One of the great puzzles of modern Britain is the political left's attitude to Islam.

Why should an atheist, sexual liberationist, morally relaxed liberal attack people such as me (as they do) for criticising Islam? They have nothing in common.

It is in fact quite simple.

The left will deal with any ally against conservative Britain. It thinks it can use Islam to further its ends, just as in the past it has allied itself with any anti-conservative, anti-patriotic cause that was going. But the alliance lasts only long enough to allow the Left to destroy what it doesn't like.

The trouble is, Islam is more serious and determined than any of the other people whom the left have sought to use for such purposes.

And so, while intending to dethrone Christianity and make this a secular society, the left now risks helping make this an Islamic society, which - if it comes to pass - will be profoundly hostile to everything the left wants.

These are the fruits of cynicism.

As the bishop notes, and as hospital chaplaincies so clearly show, the disestablishment of Christianity has not led to the opening of Richard Dawkins reading rooms in our hospitals, but in the increasing creation of multi-faith rooms which have an increasingly Islamic character, thanks to the fervour and devotion of Muslims, and the fading faith of the Christian churches.

Likewise the removal of Christianity from the state schools may well end in the existence if an increasing number of state schools which are in effect Islamic, while the official national religion, Christianity, goes neglected and untaught.

A Christian country would have kept the chapels, and allowed and encouraged the opening of separate rooms for other faiths.

I haven't room or time here for an argument about the respective merits of Christianity and Islam, though it would be interesting to have one.

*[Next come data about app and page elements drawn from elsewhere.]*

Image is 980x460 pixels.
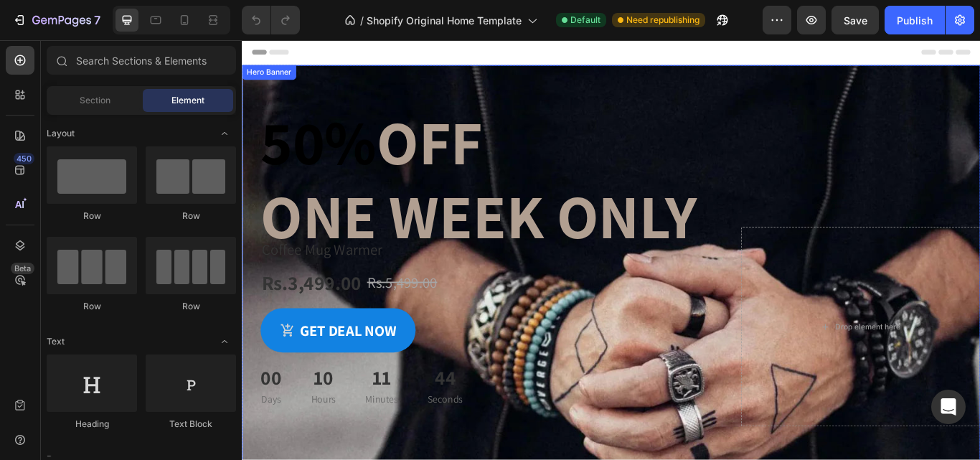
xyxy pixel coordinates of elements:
[217,411,258,428] p: Seconds
[10,263,35,274] div: Beta
[242,6,300,35] div: Undo/Redo
[844,15,868,27] span: Save
[897,13,933,28] div: Publish
[3,32,60,44] div: Hero Banner
[217,376,258,411] div: 44
[22,411,46,428] p: Days
[80,411,109,428] p: Hours
[47,127,74,140] span: Layout
[47,418,137,431] div: Heading
[47,300,137,313] div: Row
[932,390,966,425] div: Open Intercom Messenger
[360,13,364,28] span: /
[143,376,182,411] div: 11
[627,14,700,27] span: Need republishing
[570,14,601,27] span: Default
[80,376,109,411] div: 10
[80,94,111,107] span: Section
[171,94,205,107] span: Element
[146,418,236,431] div: Text Block
[213,122,236,145] span: Toggle open
[47,209,137,222] div: Row
[14,153,35,164] div: 450
[692,329,768,341] div: Drop element here
[242,41,980,460] iframe: Design area
[94,11,100,29] p: 7
[366,13,522,28] span: Shopify Original Home Template
[213,330,236,354] span: Toggle open
[831,6,879,35] button: Save
[146,300,236,313] div: Row
[885,6,945,35] button: Publish
[47,46,236,74] input: Search Sections & Elements
[6,6,107,35] button: 7
[146,209,236,222] div: Row
[143,411,182,428] p: Minutes
[47,335,65,348] span: Text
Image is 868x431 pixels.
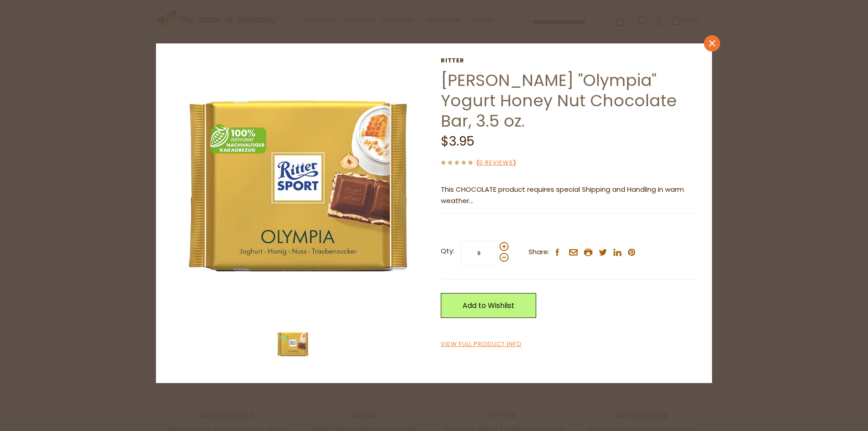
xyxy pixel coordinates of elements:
img: Ritter Olympia [275,326,311,362]
input: Qty: [461,241,498,266]
span: $3.95 [441,132,474,150]
span: ( ) [477,159,516,167]
span: Share: [529,246,549,258]
p: This CHOCOLATE product requires special Shipping and Handling in warm weather [441,184,698,207]
a: Ritter [441,57,698,65]
a: View Full Product Info [441,340,522,349]
a: Add to Wishlist [441,293,536,318]
img: Ritter Olympia [169,57,428,315]
a: 0 Reviews [479,159,513,168]
strong: Qty: [441,246,454,257]
a: [PERSON_NAME] "Olympia" Yogurt Honey Nut Chocolate Bar, 3.5 oz. [441,69,677,132]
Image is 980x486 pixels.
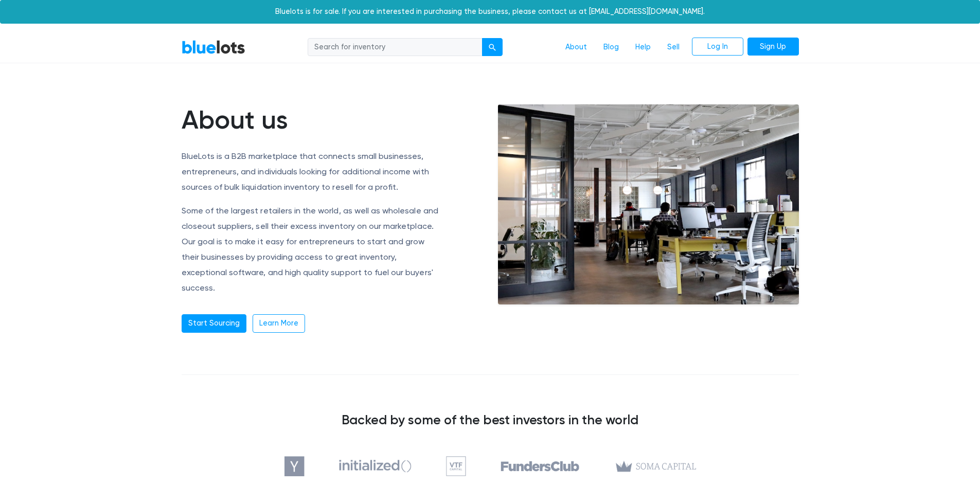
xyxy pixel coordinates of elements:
a: Blog [595,37,627,57]
a: Help [627,37,659,57]
a: Sign Up [748,37,799,56]
a: Start Sourcing [182,314,247,332]
a: Learn More [253,314,305,332]
img: office-e6e871ac0602a9b363ffc73e1d17013cb30894adc08fbdb38787864bb9a1d2fe.jpg [498,104,799,305]
h3: Backed by some of the best investors in the world [182,412,799,427]
img: investors-5810ae37ad836bd4b514f5b0925ed1975c51720d37f783dda43536e0f67d61f6.png [285,456,696,476]
a: About [557,37,595,57]
p: BlueLots is a B2B marketplace that connects small businesses, entrepreneurs, and individuals look... [182,148,442,195]
p: Some of the largest retailers in the world, as well as wholesale and closeout suppliers, sell the... [182,203,442,296]
input: Search for inventory [307,38,482,57]
a: Sell [659,37,687,57]
a: Log In [691,37,743,56]
a: BlueLots [182,39,245,55]
h1: About us [182,104,442,135]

But I finish with this point.

There is no doubt that the laws, institutions, customs, language, marital arrangements, relaxations, family structure, even the diet of this country are the result of centuries of Christianity.

If it became a Muslim country, all these things would change, some beyond recognition.

If we want that to happen, and deliberately choose it, then all well and good.

Islam, as I stated earlier, has many admirable characteristics and would surely be better than total Godlessness, but how foolish to let it happen by mistake, and then regret it when it was too late.

The militant 'war on terror' sorts who inveigh against Islam still seem to think that the Maxim gun, or the CIA, or MI5, or airstrikes on Afghanistan, or invasions of Iraq and Iran, will defeat this powerful ideology
(see this post - LT).

The anti-British left seem to think, by contrast, that Islam is a pet pussycat which they can toy with, set on their enemies for while, and lay aside.

Both are wrong.

If you prefer our sort of society to an Islamic one, then you have to recognise that the good things about our society come from Christianity - and the more we throw those good things aside and the more we dismantle Christianity in our state, our schools, our culture in general, the weaker our society will become and the more likely it will be to embrace Islam - which suffers from no doubts about its rightness and is not in the least bit afraid of Professor Dawkins.



I'd go a little further and posit that in the long term secular liberalism is incapable of standing up to Islamisation, simply because the levels of commitment are so much lower. As Dawkins and co prowl the pantomime stage, stalking the Christian enemy, we should all be shouting "behind you !".